Yes! Website speed is a confirmed Google ranking factor for both desktop and mobile searches. Google's "Speed Update" made page speed a ranking signal for mobile searches. Fast websites: (1) Rank higher in search results, (2) Have lower bounce rates (positive SEO signal), (3) Get more pages crawled by Google bots, (4) Provide better user experience (UX is ranking factor), (5) Earn more backlinks (people link to fast sites). Google recommends pages load in under 3 seconds. Sites loading in under 1 second have significant SEO advantage. Core Web Vitals (LCP, FID, CLS) are now ranking factors, making speed optimization essential for SEO.
Content compression reduces file sizes before sending them to browsers. Gzip and Brotli are the main compression methods. They compress text-based files (HTML, CSS, JavaScript, JSON, XML) by 70-90%. Example: 100KB file becomes 20KB compressed. Brotli provides 20-30% better compression than gzip. Enable on web server (Apache, Nginx, IIS). Compression doesn't work on already-compressed files (images, videos). Check our test results to see if your site uses compression. If "No compression" appears, enable it immediately for significant speed gains.
Yes! A CDN (Content Delivery Network) dramatically improves speed by serving content from servers closest to your users. Benefits: (1) Faster load times - reduced latency from geographic proximity, (2) Better global performance - users worldwide get fast speeds, (3) Reduced server load - CDN handles traffic, (4) DDoS protection - many CDNs include security, (5) Better uptime - content served even if origin server down. Popular CDNs: Cloudflare (free tier available), Amazon CloudFront, Fastly, KeyCDN. Most beneficial for: sites with global audience, sites with lots of images/videos, high-traffic websites. Even small sites benefit from free CDN services.

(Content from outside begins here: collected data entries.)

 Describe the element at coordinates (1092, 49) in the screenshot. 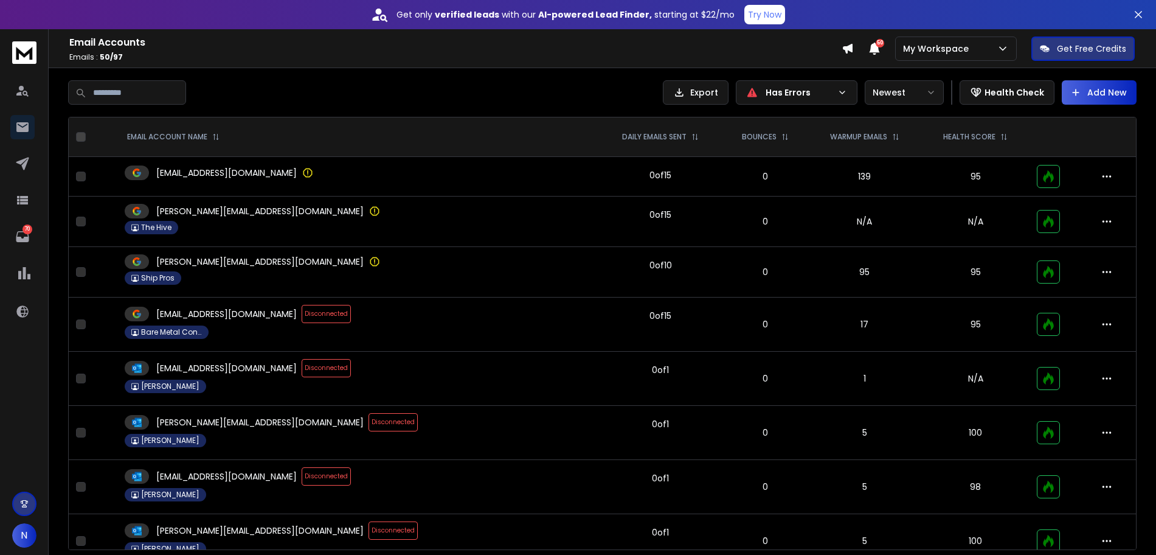

I see `p: Get Free Credits` at that location. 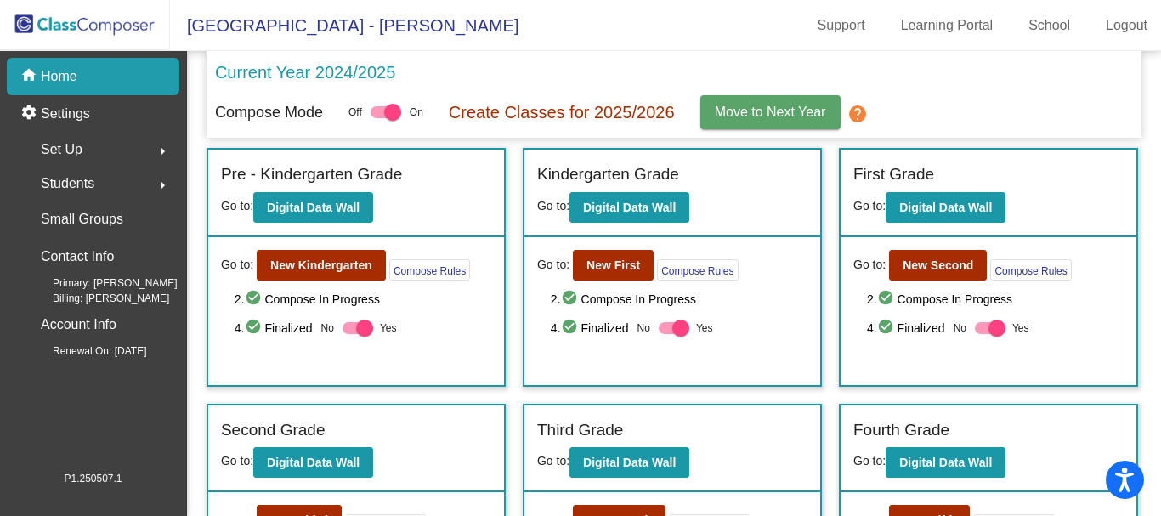 What do you see at coordinates (311, 174) in the screenshot?
I see `label: Pre - Kindergarten Grade` at bounding box center [311, 174].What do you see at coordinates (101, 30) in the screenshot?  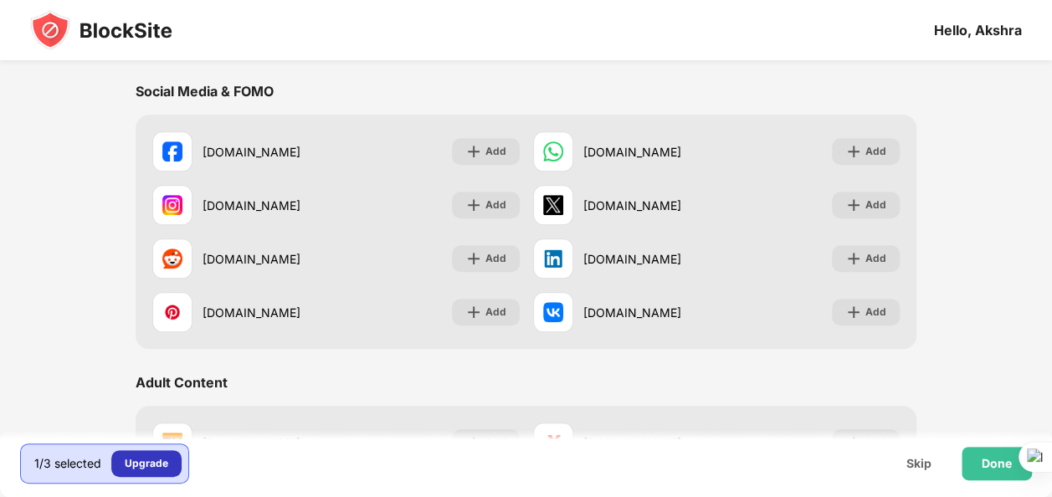 I see `img: blocksite-icon-black.svg` at bounding box center [101, 30].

Image optimization steps: (1) Compress images - use tools like TinyPNG, ImageOptim, or Squoosh, (2) Choose right format - WebP for modern browsers, JPEG for photos, PNG for graphics with transparency, (3) Resize to display size - don't serve 3000px image for 300px display, (4) Use responsive images - serve different sizes for different screens, (5) Lazy load - load images only when visible, (6) Use image CDN - services that optimize and deliver images, (7) Remove metadata - strip EXIF data. Aim for: under 100KB per image, under 500KB for hero images. Unoptimized images are the #1 speed killer on most websites.

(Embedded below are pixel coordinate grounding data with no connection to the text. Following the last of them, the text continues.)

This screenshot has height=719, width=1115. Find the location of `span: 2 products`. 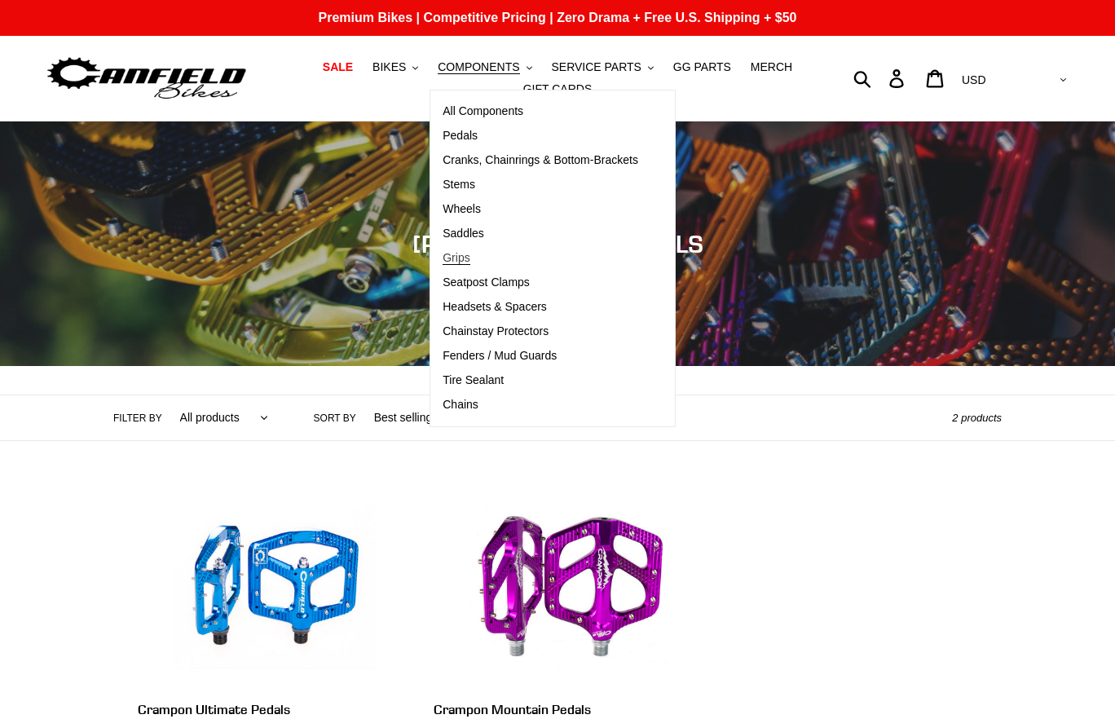

span: 2 products is located at coordinates (977, 417).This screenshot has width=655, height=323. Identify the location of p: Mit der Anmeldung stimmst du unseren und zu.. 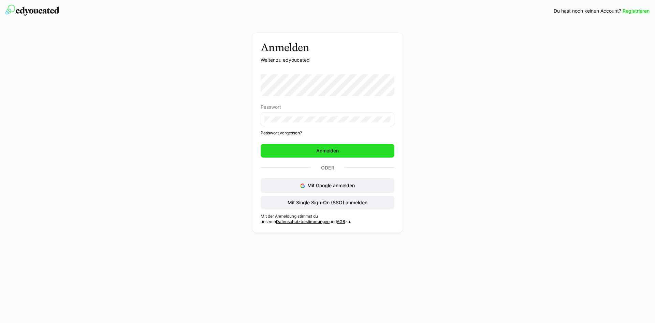
(328, 219).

A redirect sends users from one URL to another (e.g., http to https, www to non-www). Each redirect requires additional HTTP request: browser requests URL → server responds with redirect → browser requests new URL → server responds with content. This adds latency. One redirect: adds 200-500ms, Redirect chains: multiple redirects add even more delay. Common causes: http→https→www→final URL (3 redirects!), old URLs redirecting through multiple intermediate URLs. Fix by: using direct URLs, updating internal links, consolidating redirects, using server-side redirects (301/302) not JavaScript/meta refresh. Check our test - zero redirects is ideal.